I noticed that source safe shared files are not marked with any special icon in the solution explorer. This is very inconvinient, since anybody can forget that a file is shared and harm other projects using it!
I was sure about that and that's why I marked this thread as 'Comment' and not 'Question'. I just hope there will be done something about it, since using shared files this way seems a little risky!
Thanks for reporting this. I opened a suggestion bug for this, but it's unlikely we are going to change this behavior for VS 2005 release. Hopefully we'll fix it in next realease...
I'm sure. I just tried it one more time (and in a different machine this time since I'm at home). The icon remains the same.
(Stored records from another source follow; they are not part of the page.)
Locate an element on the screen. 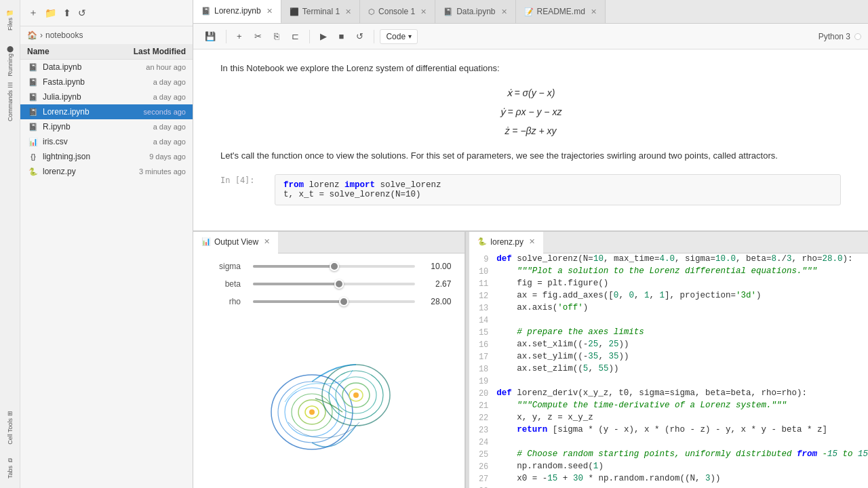 This screenshot has height=488, width=868. tab-console-tab: ⬡ Console 1 ✕ is located at coordinates (397, 12).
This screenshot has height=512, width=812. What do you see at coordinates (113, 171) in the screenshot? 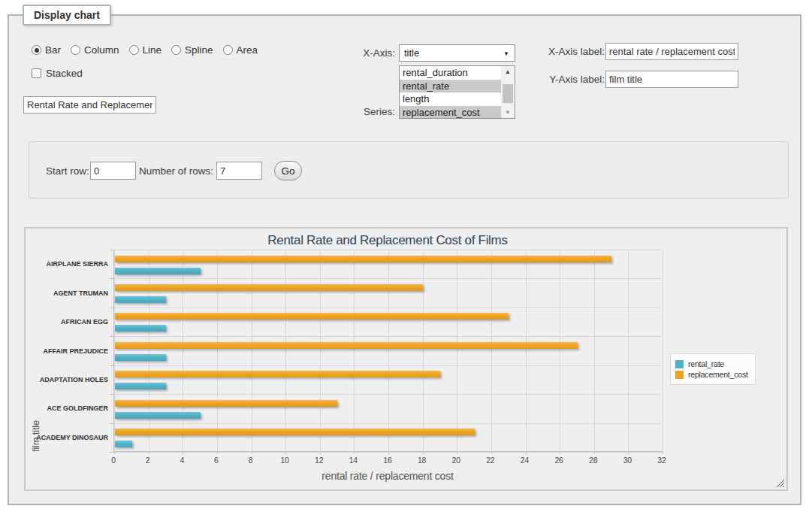
I see `start-row-input` at bounding box center [113, 171].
I also tried it in C#, since my first attempt was with VB. My SourceSafe version is 6d but I dont' think this is relevant!
You are probably referring to Visual Studio, and indeed there is no special icon for shared files inside Visual Studio.
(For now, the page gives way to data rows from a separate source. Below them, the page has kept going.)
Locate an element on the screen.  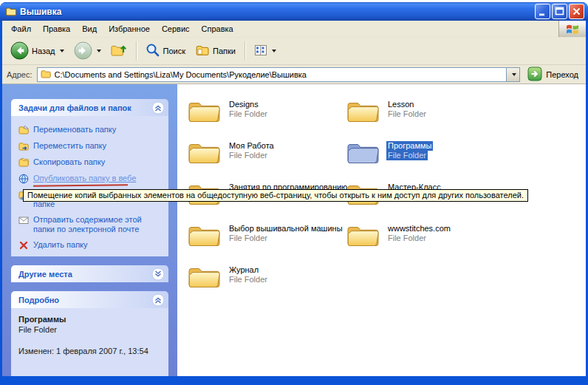
section-other-places: Другие места is located at coordinates (90, 273).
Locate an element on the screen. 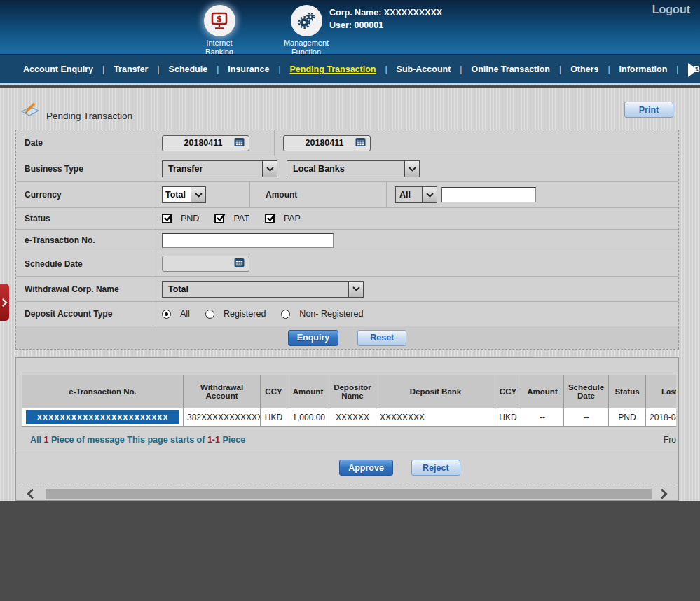 The image size is (700, 601). form-actions: Enquiry Reset is located at coordinates (348, 338).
You can always determine whether a file is shared by looking at its source control properties (File->Source Control->Properties) inside Visual Studio or by opening the SourceSafe explorer.
Shared files are not marked with any special icon
David_Kline_MSFT
I was sure about that and that's why I marked this thread as 'Comment' and not 'Question'. I just hope there will be done something about it, since using shared files this way seems a little risky!
Matt Winkler
The shared file icon looks like the regular file icon with a small boxed arrow over the lower left corner - a bit like a shortcut icon.
What kind of file are you sharing
Tigraine
Thanks,
Alin
smaggi
I'm sure. I just tried it one more time (and in a different machine this time since I'm at home). The icon remains the same. I also tried it in C#, since my first attempt was with VB.
My SourceSafe version is 6d but I dont' think this is relevant!
Johnny Bug
Hello,
You are probably referring to Visual Studio, and indeed there is no special icon for shared files inside Visual Studio.
You can always determine whether a file is shared by looking at its source control properties (File->Source Control->Properties) inside Visual Studio or by opening the SourceSafe explorer.